Daniel S. Burt's The Drama 100: A Ranking of the Greatest Plays of All Time strikes me as a gimmick right off the bat. All the more so as it follows on The Literary 100 and The Novel 100—is there no redundancy here?
The book purports to rank the world's top plays in order of greatness from 1 to 100 with four to six pages of summary and discussion, prefaced by a corroborative quotation from another source. In an appendix we get, in alphabetic order by author, another hundred honorary mentions.
I am not fond of lists but can make a slight allowance for 10 or 12 picks, especially if not in order of alleged greatness. A list that short is obviously a personal preference; in no way could one reduce the greatest of all time to that few. A hundred, however, assume a specious credibility, at least for the gullible.
To start with, how do you define “greatest”? Burt, a professor at Wesleyan University in Connecticut, attempts various criteria: “best represent[ing] the creative, intellectual, and cultural achievement of the form” or “the test of critical consensus and time,” although “literary history is rife with” upward and downward reversals. He claims to have tried “to balance the personal, critical, and popular . . . guided by both the established and evolving critical canon.” Furthermore, he “resisted the temptation of giving personal preference undue sway” and went for plays “exert[ing] the greatest impact, the greatest influence” and to be “performed, read, and enjoyed . . .centuries from now,” Finally borrowing a standard from Chekhov, “the ones that raised the most important questions.” You wonder just what measuring instruments he possesses.
Even then, what do you do with, say, Shakespeare, who alone could fill a modest list; and how do you rank things that are equally masterly: Hamlet and Lear, for instance? But, what the hell, let's try to play Burt's game.
A mere glance at the list reveals Death of a Salesman at 21 and Woyzeck at 22. Now it seems to me that Büchner's play is easily greater than Miller's. Another glance reveals Angels in America at 42, followed, in order, by A Midsummer Night's Dream, Six Characters in Search of an Author, Man and Superman and Phèdre. Lacking Burt's calipers, I find all four greater far than number 42.
Still, these are arguable matters. What isn't arguable is the absence, from both the greatest 100 and the 100 honorable mentions, of a single Polish or Hungarian play. No Gombrowicz or Witkiewicz; no Molnár or Örkény? How could two such highly literate nations not make even one group, even once? Austria itself, with Schnitzler and Hofmannsthal, can make it only into the also-rans—manifestly having produced nothing up to A Raisin in the Sun (70) or Glengarry Glen Ross (78).
The mini-essays about individual plays vary in quality: many are unexceptionable; others, say the one on Translations, are not. And, by he way, is Brian Friel's masterpiece (66) really inferior to The Crucible (64), Arthur Miller's second appearance among the 100 greatest? But here I go again, being personal.
Something about Burt's mindset is distinctly peculiar. He never mentions Shakespeare without calling him William Shakespeare, presumably so we won't confuse him with Dorothy or Olivia Shakespeare. On the other hand, what in English is usually called The Oresteia and The Trojan Women becomes in Burt just Oresteia and Trojan Women. Conversely, Dutchman expands into The Dutchman.
I am not impressed by a good many of the writers he quotes: journalistic hacks or obscure academics. Even where quotations from them are acceptable, better ones from better sources could readily have been found. One wonders, moreover, about Burt's not identifying the authors of translations he uses, and not justifying his choices among alternative ones.
Minor cavils would have to include calling Shaw George Bernard, even though he explicitly repudiated the George; and calling Ibsen's play A Doll's House even though A Doll House, the generic name of the toy, is intended. Lastly, there are in the book rather too many typos.
Aside from this, fine and dandy.
John Simon is the New York theater critic for Bloomberg News.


Go to the line containing "Identify the location" below; retype it and all following lines exactly, and leave out the pictures.

(Records from a data collection)

- - -

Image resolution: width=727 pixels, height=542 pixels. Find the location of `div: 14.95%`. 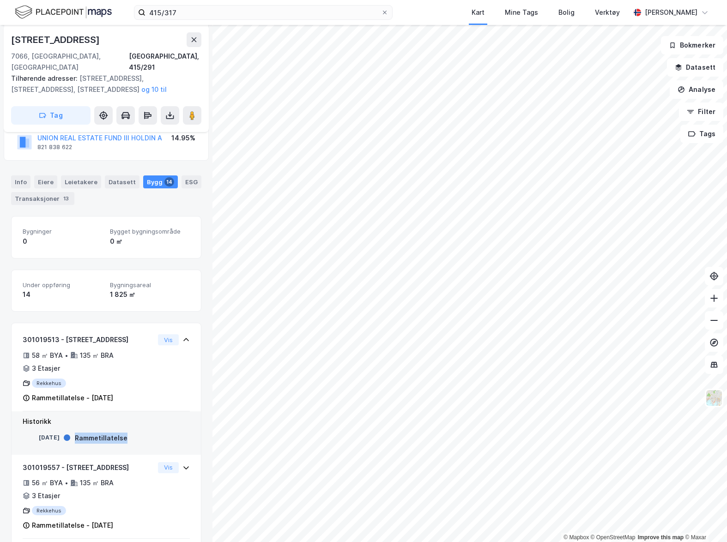

div: 14.95% is located at coordinates (183, 138).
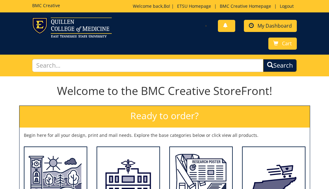  What do you see at coordinates (215, 6) in the screenshot?
I see `p: Welcome back, ! | | |` at bounding box center [215, 6].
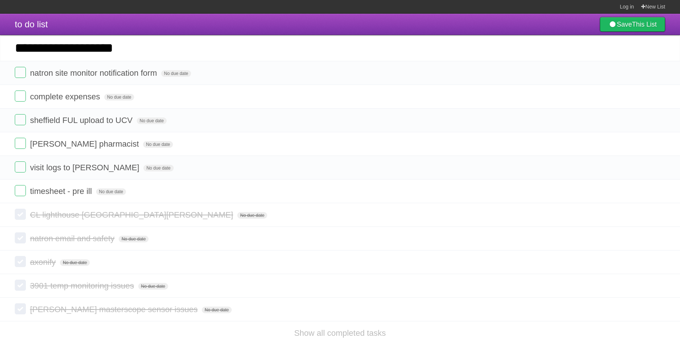  I want to click on span: axonify, so click(44, 262).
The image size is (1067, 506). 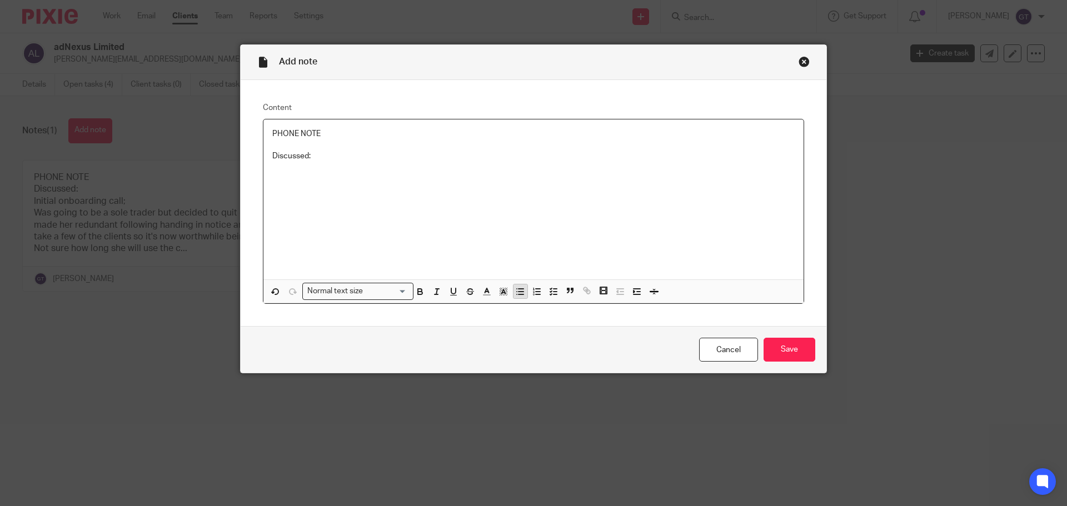 What do you see at coordinates (533, 156) in the screenshot?
I see `p: Discussed:` at bounding box center [533, 156].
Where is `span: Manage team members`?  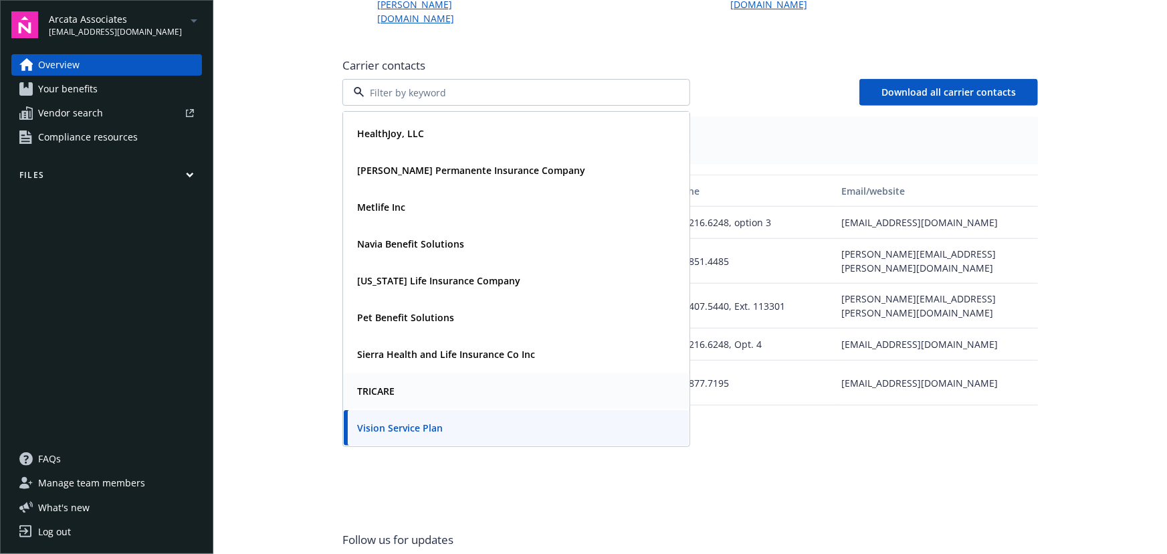
span: Manage team members is located at coordinates (92, 483).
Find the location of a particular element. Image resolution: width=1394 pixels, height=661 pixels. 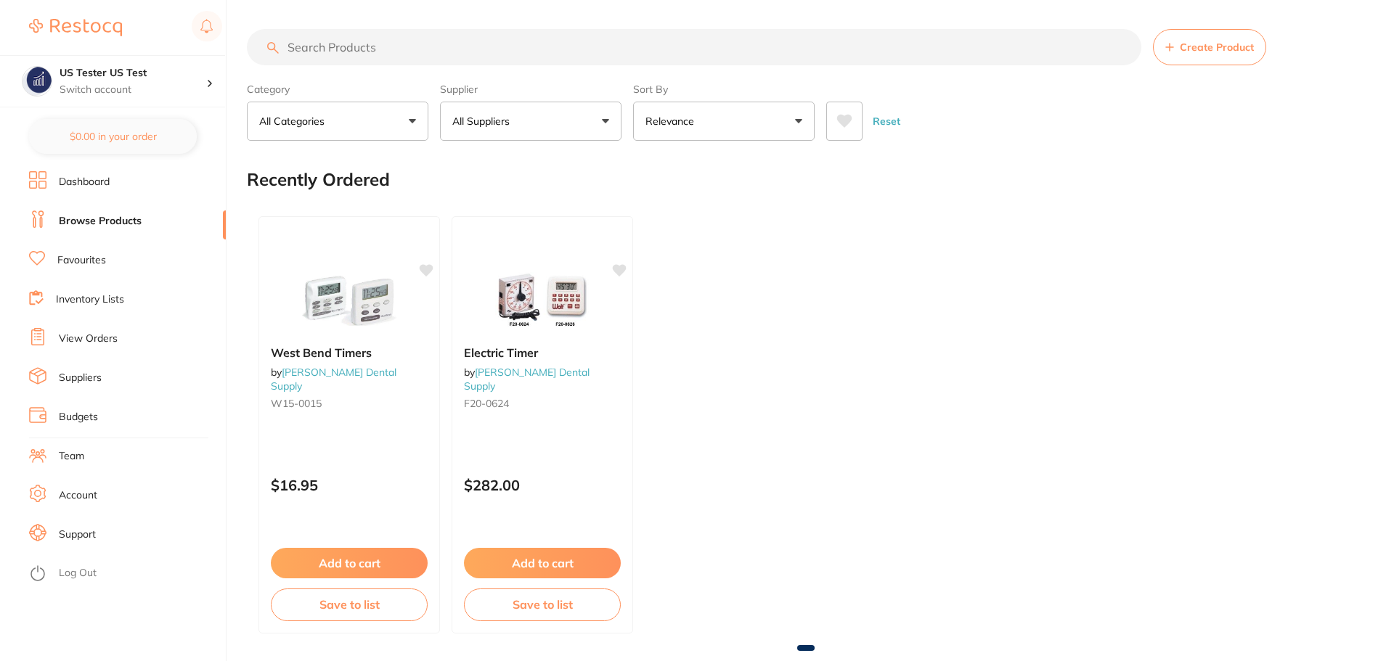

button: Relevance is located at coordinates (724, 121).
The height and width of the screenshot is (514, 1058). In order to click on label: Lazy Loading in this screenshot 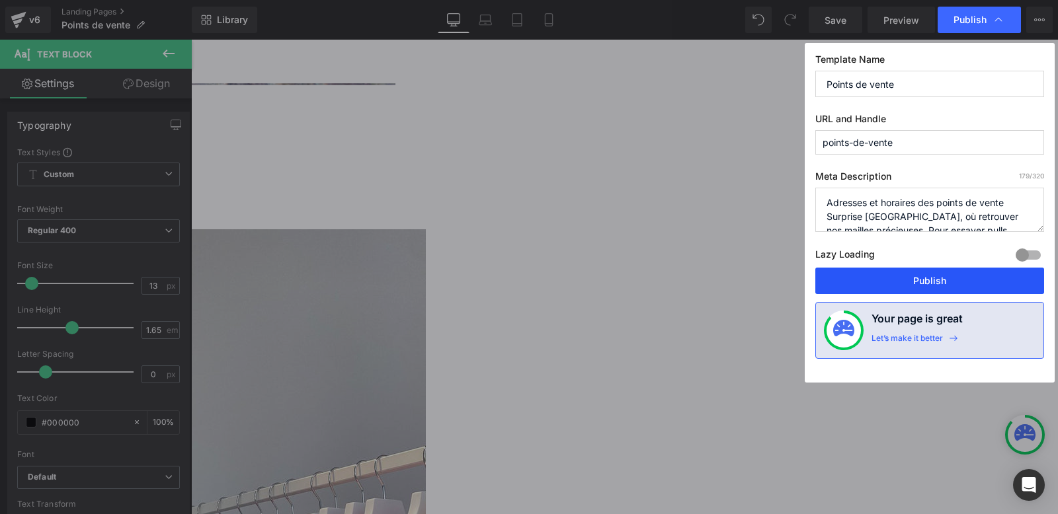, I will do `click(845, 257)`.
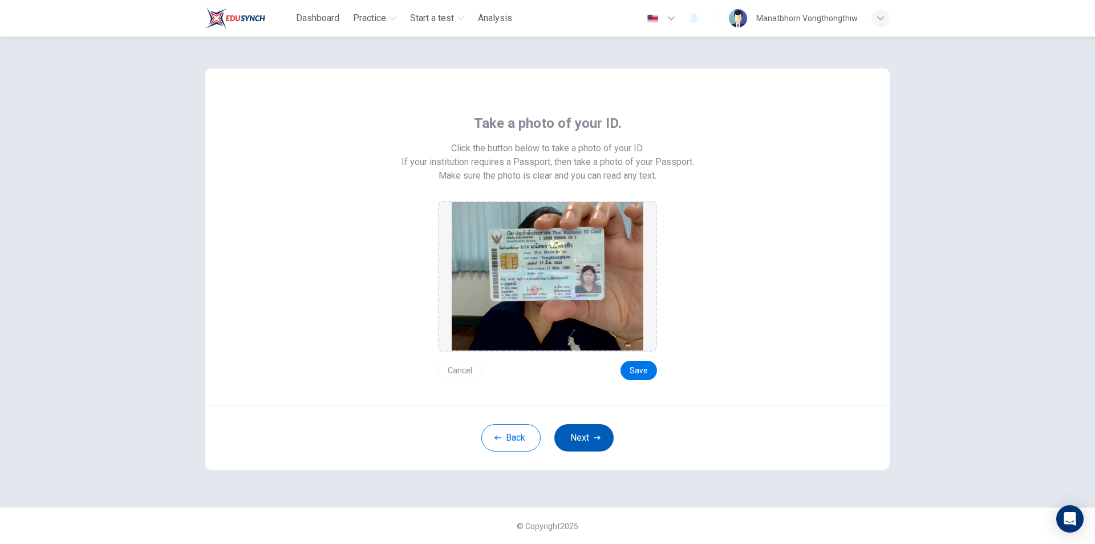 This screenshot has width=1095, height=544. What do you see at coordinates (318, 18) in the screenshot?
I see `button: Dashboard` at bounding box center [318, 18].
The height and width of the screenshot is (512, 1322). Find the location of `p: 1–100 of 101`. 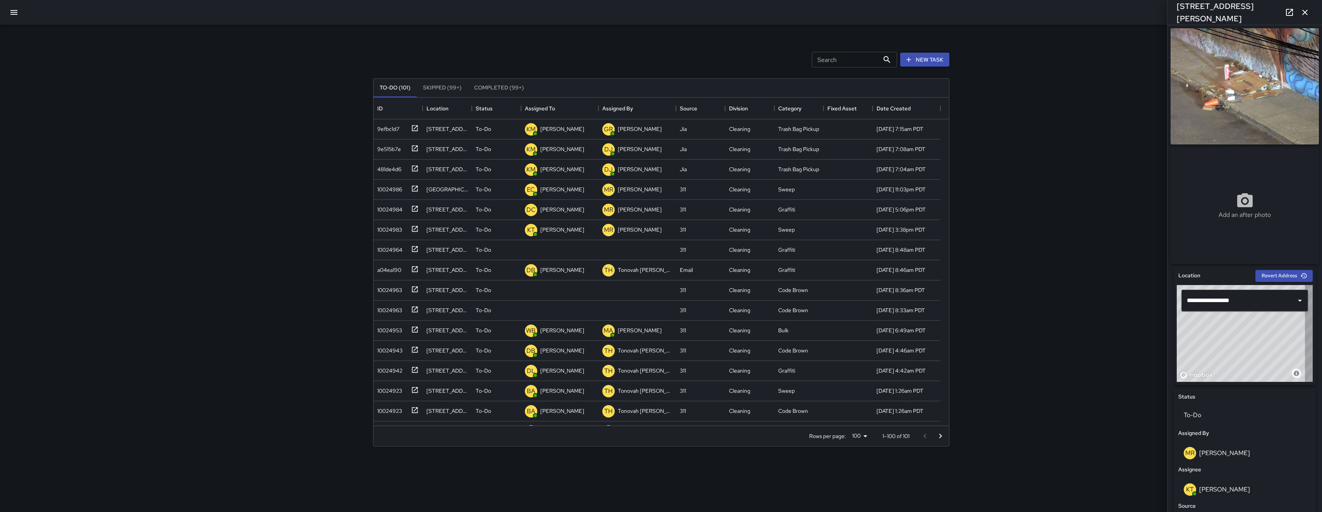

p: 1–100 of 101 is located at coordinates (896, 436).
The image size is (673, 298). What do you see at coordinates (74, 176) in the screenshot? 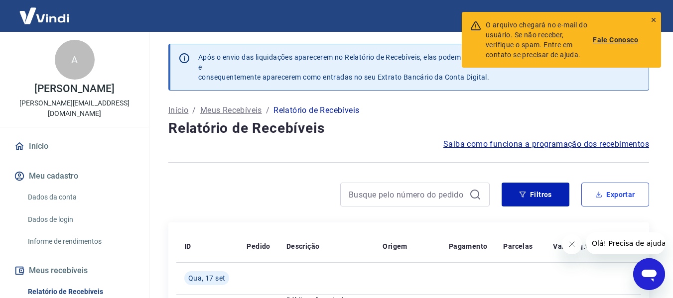
I see `button: Meu cadastro` at bounding box center [74, 176].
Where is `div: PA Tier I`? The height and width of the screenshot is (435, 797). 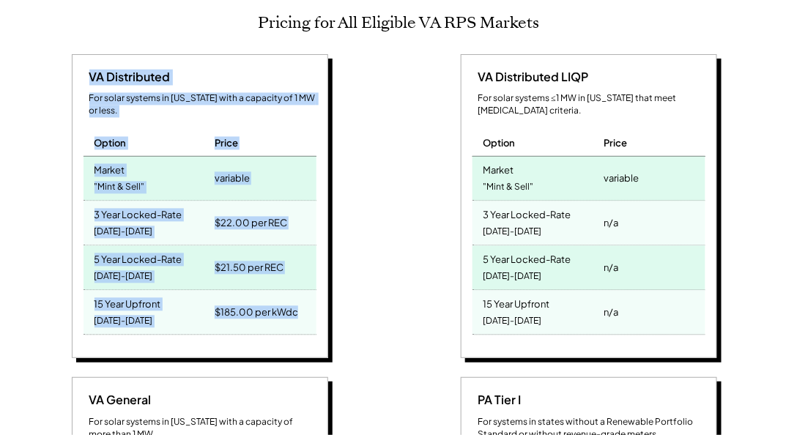
div: PA Tier I is located at coordinates (497, 401).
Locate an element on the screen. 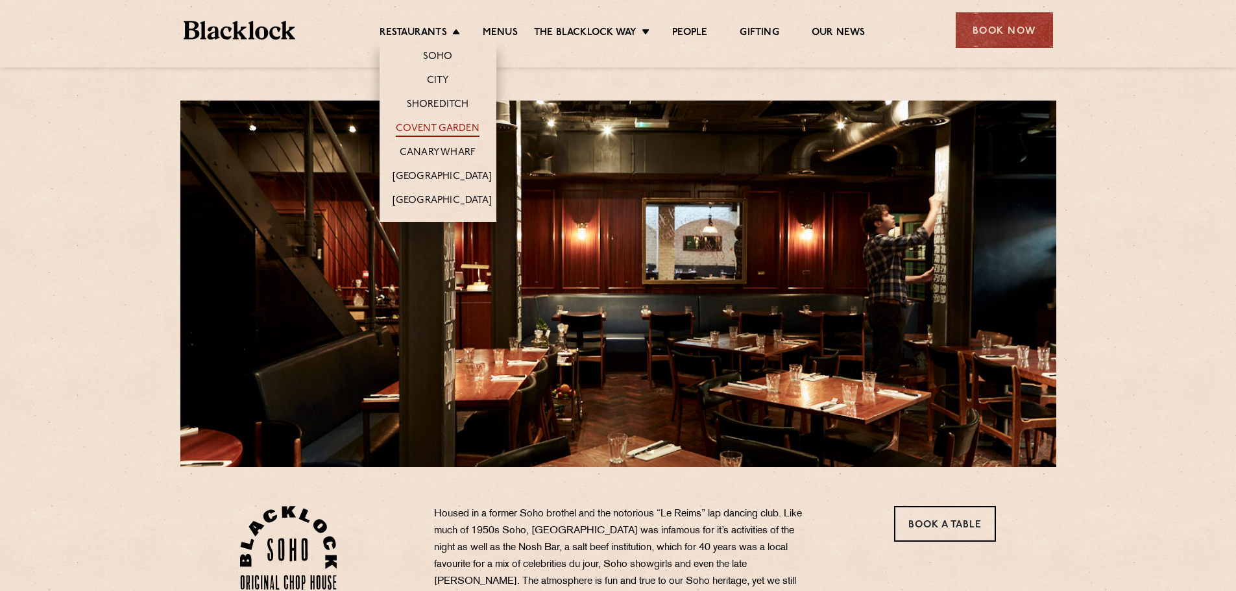  a: Shoreditch is located at coordinates (438, 106).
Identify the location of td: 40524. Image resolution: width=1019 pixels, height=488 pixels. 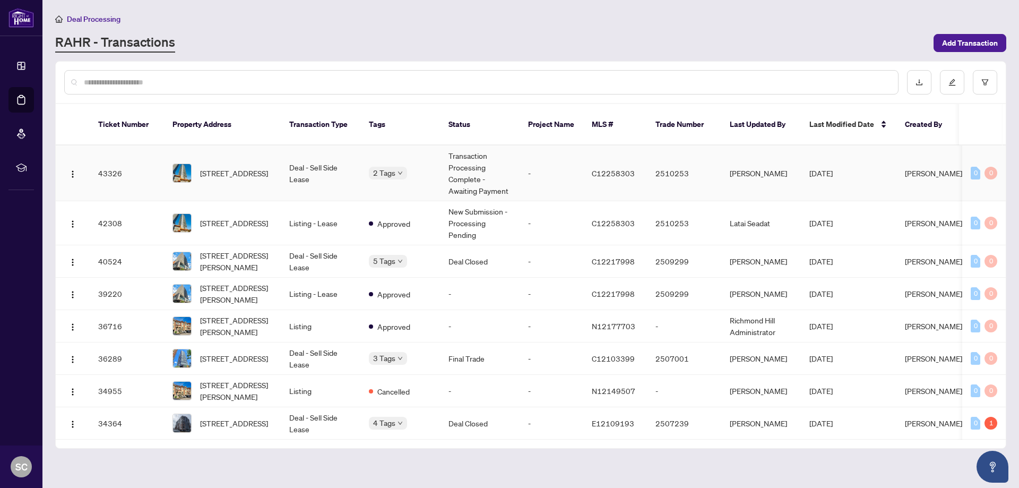
(127, 261).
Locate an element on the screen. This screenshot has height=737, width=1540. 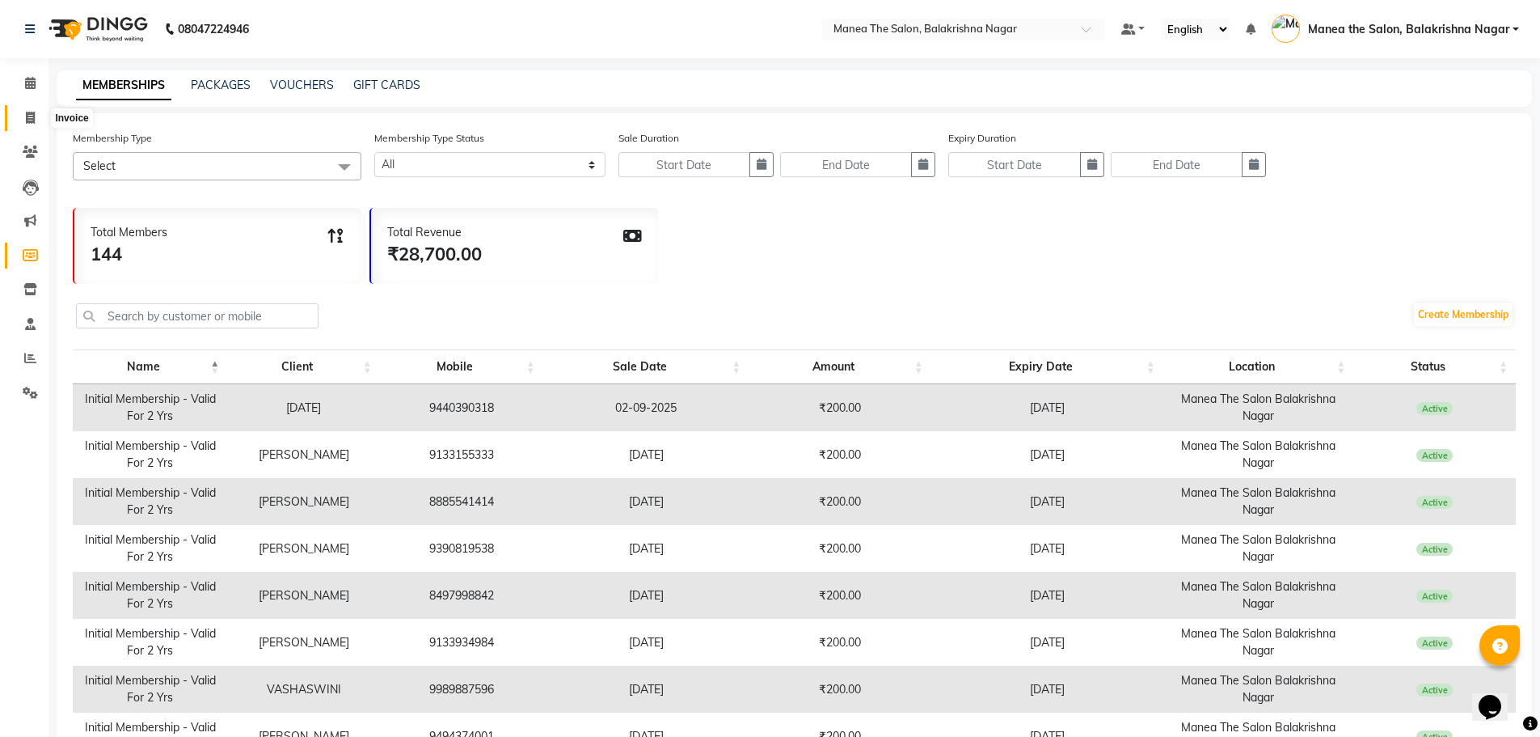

- - -

Answer for the task -
Identify the location of td: 40524. Image resolution: width=1019 pixels, height=488 pixels. 
(127, 261).
Locate an element on the screen. This screenshot has height=737, width=1540. 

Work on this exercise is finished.